SPCX enters the week with a sharp contradiction at its core — ten Wall Street desks initiated coverage yesterday with unanimous Buy-equivalent ratings, and the stock fell 6.8% the same session, extending a 12.5% weekly decline to $149.47.
The analyst wave is as bullish as initiations get. Deutsche Bank opened with a Buy and a $255 target. JP Morgan and RBC both came in Overweight and Outperform respectively at $225. BofA Securities initiated Buy at $235, and Bernstein went Outperform at $239. The consensus mean of $205 implies 37% upside from current levels — and that number excludes Raymond James, whose $800 target remains a significant outlier well beyond the cluster. Every other firm landed between $217 and $255. The formal consensus ratings tally stands at 19 buys and 6 outperforms, with no hold or sell ratings on record. That is a rare degree of Street alignment on a newly listed name. The problem is the stock has moved in precisely the opposite direction from what those targets imply, every single day since those initiations went live.
The borrow market tells its own story about where real-money positioning sits. Availability has tightened dramatically over the past three weeks — from above 500% in mid-June, when the lending pool was effectively unlimited, to just 40.7% now. That means for every share currently borrowed, only 0.4 shares remain available to lend. The move has been nearly continuous: availability was 115% on June 24, 86% on June 26, and has compressed through the 40s this week, touching its tightest point of the year on July 6 at 40.3%. Cost to borrow has risen in parallel, running near 1.4–1.5% after briefly spiking to 13.9% on June 15. Short positions themselves have been frozen at 23.3 million shares for every session on record — no new shorts added, none covered. The tightening availability therefore reflects existing borrowers holding positions as new demand for borrows competes for a shrinking pool, not an acceleration of fresh short selling.
Options positioning has edged more defensive as the stock has fallen. The put/call ratio has climbed from 0.82 on July 2 to 0.91 on July 7, close to its 52-week high of 1.06 reached on June 22 — the session that also marked the single sharpest spike in cost to borrow. A full 20-day z-score is unavailable given how recently the stock began trading, but the directional drift in the PCR is consistent with the broader cautious tilt. The ORTEX short score has nudged higher each session this week, reaching 50.5 — up from 48.9 on June 25 — though it remains in neutral territory and well below the 63.5 reading recorded on June 24, which appears to have been a data anomaly around the IPO period.
The bull case rests on Starlink subscriber growth, the Starship program's commercial launch cadence, and the xAI/Grok platform as an emerging profitability driver. Bears point to customer concentration, the cost and timeline risk of the Mars programme, and a PE multiple sitting near 20,000x — a figure that captures how early-stage the earnings base remains relative to the valuation the market is being asked to accept. The EV/EBITDA of 51x is more workable as a reference point, but it has compressed 7 points over the past week as the stock has fallen. Elon Musk holds 46% of shares, which concentrates both governance and sentiment risk in a single name. FMR added 83 million shares in the most recent reporting period, and BlackRock initiated a position of nearly 11 million shares — institutional flow that suggests passive and active buyers are stepping in even as the price falls.
The next hard catalyst is the August 6 earnings event. Between now and then, the rate at which availability continues to tighten — and whether short positions finally begin to move from their locked level — will be the clearest signal of whether the gap between the Street's $205–$255 target cluster and the $149 market price starts to close or widens further.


§ **Assignment**
Determine how many lines of the material hold the string "tspan" and reply with only that number.
Task input Start Marker
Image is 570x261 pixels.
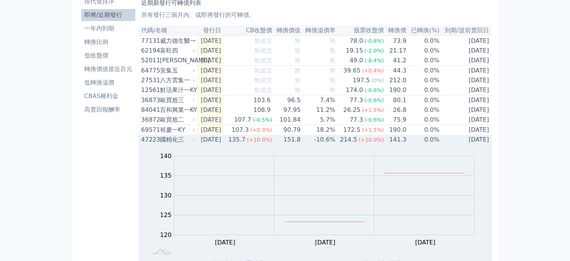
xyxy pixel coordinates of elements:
span: (-0.8%) [365,38,384,44]
td: [DATE] [197,46,224,56]
td: [DATE] [197,125,224,135]
td: 90.79 [273,125,301,135]
td: 151.8 [273,135,301,144]
span: (-0.6%) [365,117,384,123]
div: 172.5 [342,125,362,134]
th: 已轉換(%) [407,26,440,36]
span: 無 [295,57,301,64]
div: 107.7 [233,115,253,124]
div: 107.3 [230,125,251,134]
a: CBAS權利金 [81,90,135,102]
span: 無 [295,67,301,74]
tspan: 135 [160,172,172,179]
div: 12561 [141,86,158,95]
span: 無 [295,86,301,93]
span: (+10.0%) [247,137,272,143]
span: 無 [330,67,336,74]
div: 69571 [141,125,158,134]
a: 一年內到期 [81,23,135,35]
td: -10.6% [301,135,336,144]
span: 無成交 [254,47,272,54]
span: 無成交 [254,37,272,44]
th: 到期/提前賣回日 [440,26,492,36]
g: Series [285,173,465,221]
td: 0.0% [407,36,440,46]
div: 135.7 [227,135,247,144]
span: 無 [330,77,336,84]
div: 八方雲集一 [160,76,194,85]
span: 無 [295,47,301,54]
a: 低收盤價 [81,50,135,62]
td: [DATE] [197,95,224,105]
span: 無 [330,47,336,54]
td: [DATE] [440,95,492,105]
div: 77131 [141,36,158,45]
div: 歐買尬二 [160,115,194,124]
td: [DATE] [440,36,492,46]
div: 27531 [141,76,158,85]
div: 78.0 [348,36,365,45]
td: 96.5 [273,95,301,105]
span: 無 [330,57,336,64]
div: 百和興業一KY [160,105,194,114]
a: 高賣回報酬率 [81,104,135,116]
td: [DATE] [197,56,224,66]
td: 73.9 [384,36,407,46]
div: 174.0 [345,86,365,95]
tspan: 120 [160,231,172,238]
td: [DATE] [197,115,224,125]
td: 5.7% [301,115,336,125]
span: (0%) [372,77,384,83]
div: 國精化三 [160,135,194,144]
li: 高賣回報酬率 [81,105,135,114]
td: 0.0% [407,105,440,115]
span: (+1.5%) [362,127,384,133]
div: 富旺四 [160,46,194,55]
td: 21.17 [384,46,407,56]
td: 0.0% [407,75,440,85]
span: 無 [295,37,301,44]
div: 威力德生醫一 [160,36,194,45]
g: Chart [156,152,486,246]
td: 0.0% [407,125,440,135]
span: 無成交 [254,57,272,64]
a: 轉換價值接近百元 [81,63,135,75]
a: 轉換比例 [81,36,135,48]
span: (-0.5%) [253,117,272,123]
div: 歐買尬三 [160,96,194,105]
td: 190.0 [384,125,407,135]
td: 0.0% [407,85,440,95]
td: 44.3 [384,66,407,76]
div: 鮮活果汁一KY [160,86,194,95]
div: 52011 [141,56,158,65]
td: 11.2% [301,105,336,115]
span: (-8.4%) [365,57,384,63]
td: 0.0% [407,46,440,56]
td: 97.95 [273,105,301,115]
div: 103.6 [252,96,272,105]
th: 轉換價值 [273,26,301,36]
div: 64775 [141,66,158,75]
tspan: [DATE] [215,239,235,246]
td: 212.0 [384,75,407,85]
li: 即將/近期發行 [81,11,135,20]
p: 所有發行三個月內、或即將發行的可轉債。 [141,11,489,20]
li: 一年內到期 [81,24,135,33]
div: 47223 [141,135,158,144]
th: 股票收盤價 [336,26,384,36]
span: 無 [330,86,336,93]
span: (-0.6%) [365,87,384,93]
td: [DATE] [440,66,492,76]
div: 裕慶一KY [160,125,194,134]
td: [DATE] [197,75,224,85]
td: [DATE] [440,115,492,125]
div: 84041 [141,105,158,114]
td: [DATE] [197,105,224,115]
td: 0.0% [407,95,440,105]
li: 轉換比例 [81,38,135,47]
th: 轉換價 [384,26,407,36]
td: 0.0% [407,56,440,66]
td: 0.0% [407,66,440,76]
span: 無成交 [254,77,272,84]
span: (+1.5%) [362,107,384,113]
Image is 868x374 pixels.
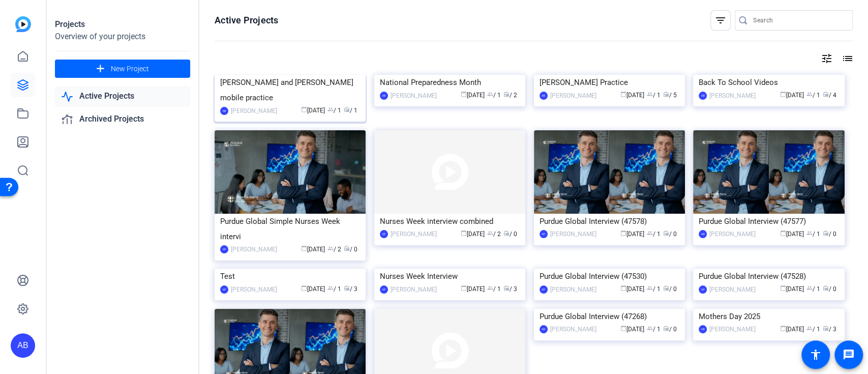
Task input End Marker
§ **Written reply**
3